▶ **Data to use**:
★ ★ ★ ★

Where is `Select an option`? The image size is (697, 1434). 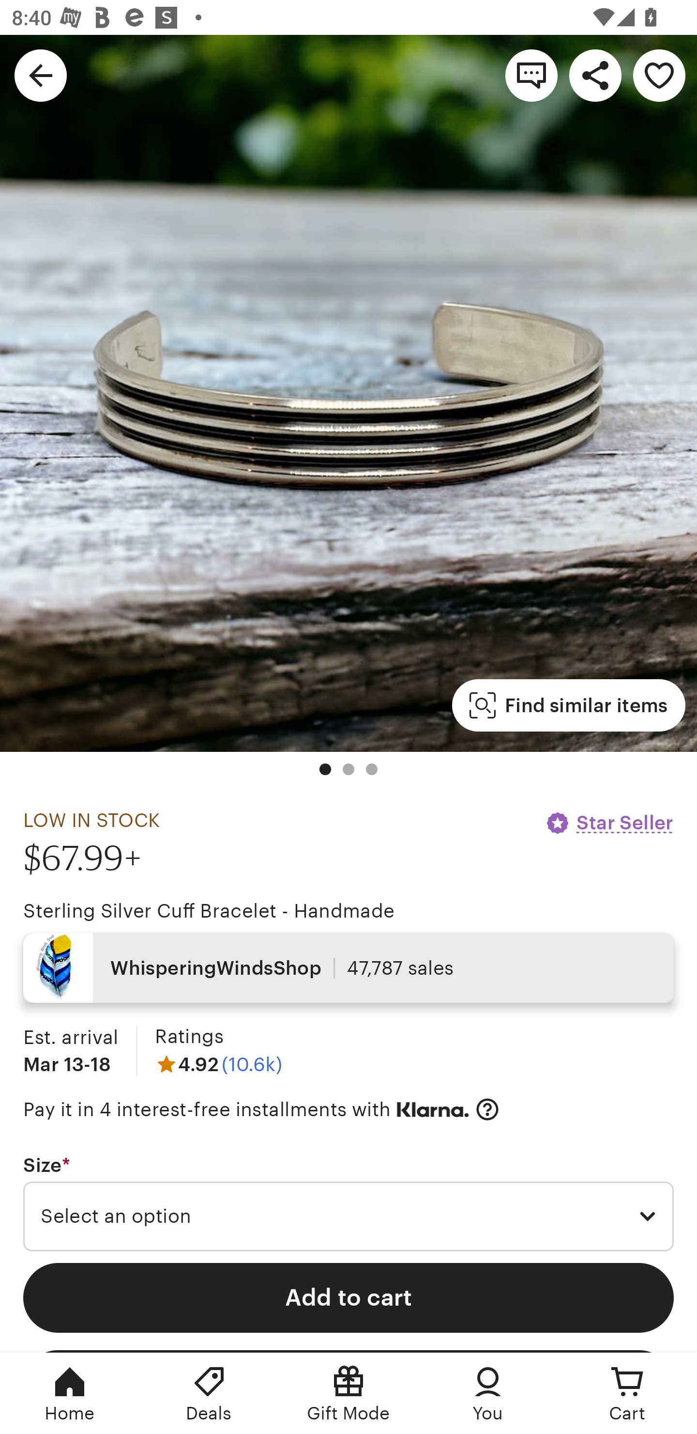 Select an option is located at coordinates (348, 1216).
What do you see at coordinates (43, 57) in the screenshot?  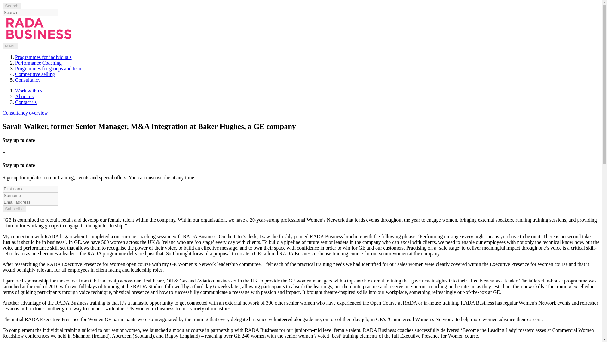 I see `Programmes for individuals` at bounding box center [43, 57].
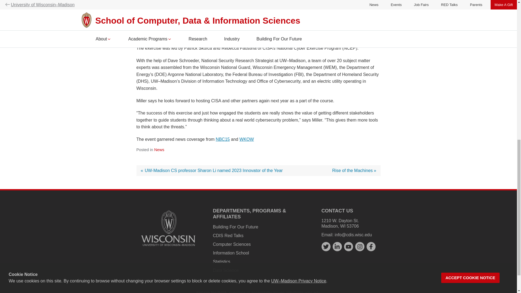 This screenshot has width=521, height=293. Describe the element at coordinates (349, 247) in the screenshot. I see `youtube` at that location.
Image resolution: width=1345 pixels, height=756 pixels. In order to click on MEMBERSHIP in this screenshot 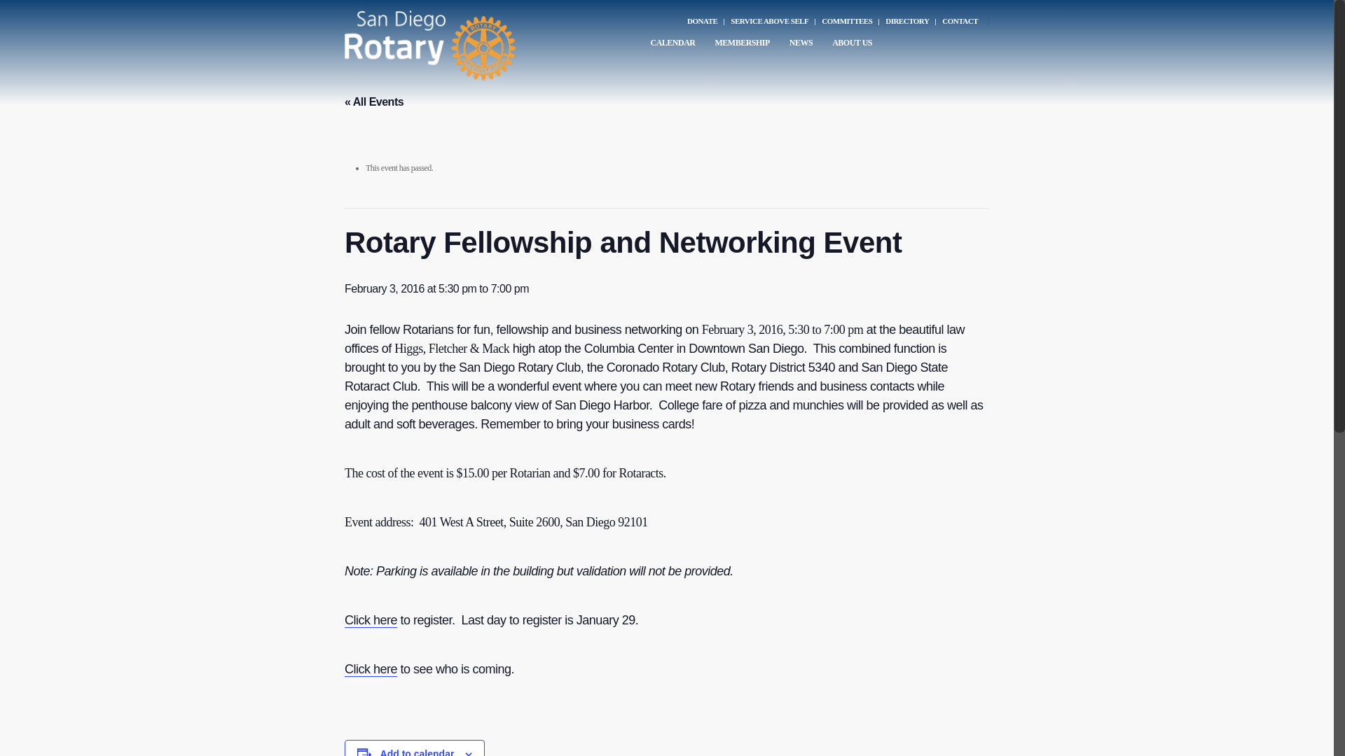, I will do `click(743, 48)`.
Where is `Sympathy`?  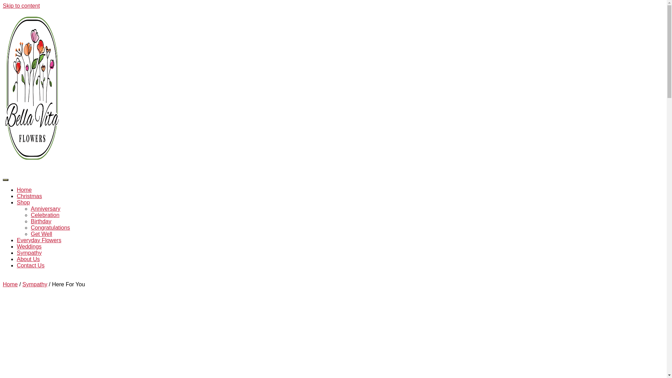
Sympathy is located at coordinates (29, 253).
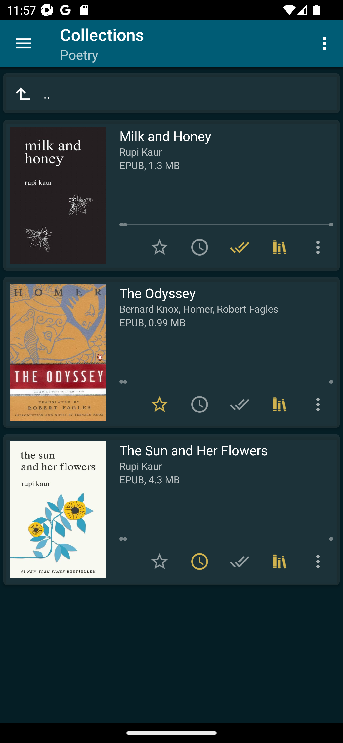 Image resolution: width=343 pixels, height=743 pixels. What do you see at coordinates (279, 247) in the screenshot?
I see `Collections (1)` at bounding box center [279, 247].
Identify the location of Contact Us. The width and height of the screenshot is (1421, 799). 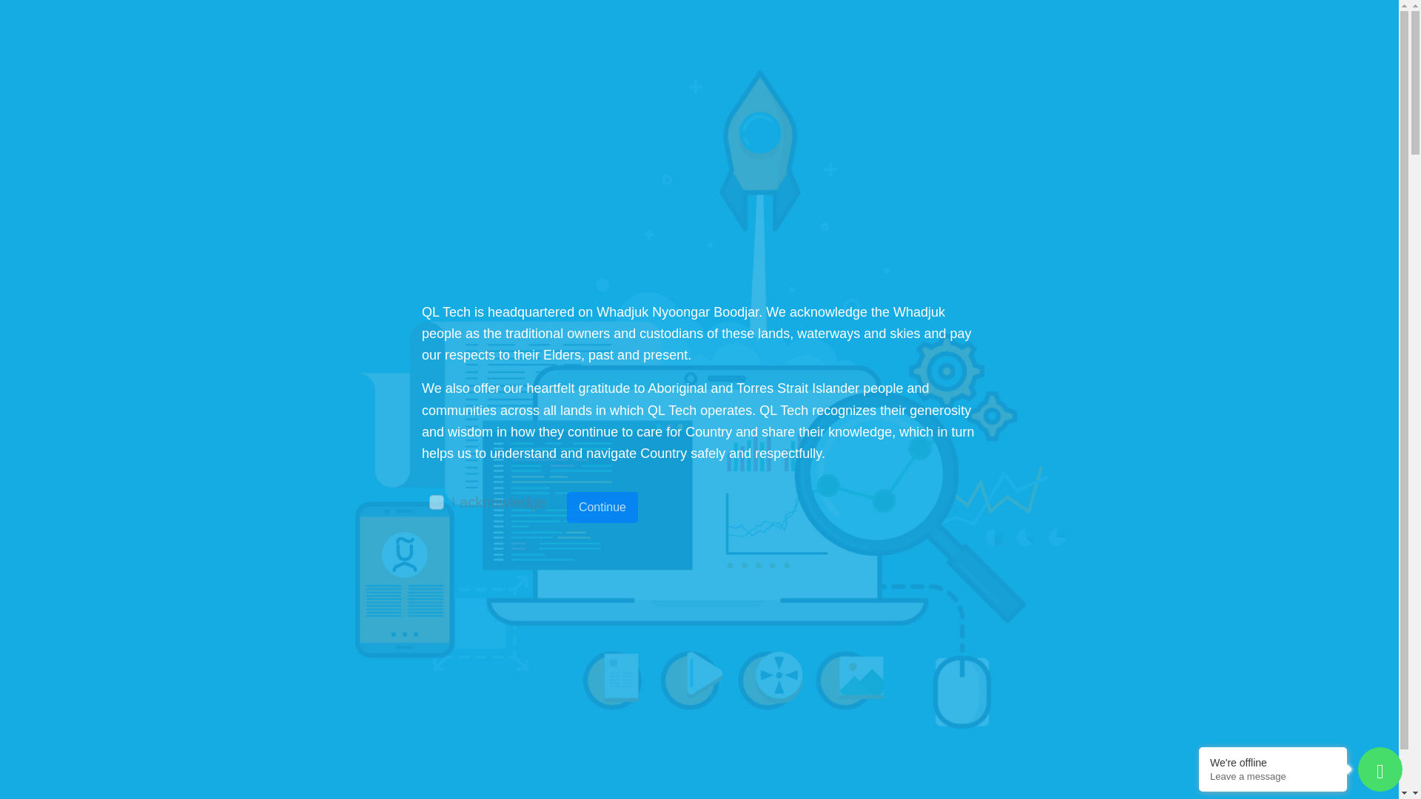
(1057, 74).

★ ★ ★ ★

▶ **Problem requirements**:
Restate verbatim the lines that begin at the one holding "Identify the location" and end at the last line of the material. Exclude pictures.

▶ **The completed task**:
Identify the location of Contact Us. The width and height of the screenshot is (1421, 799). 
(1057, 74).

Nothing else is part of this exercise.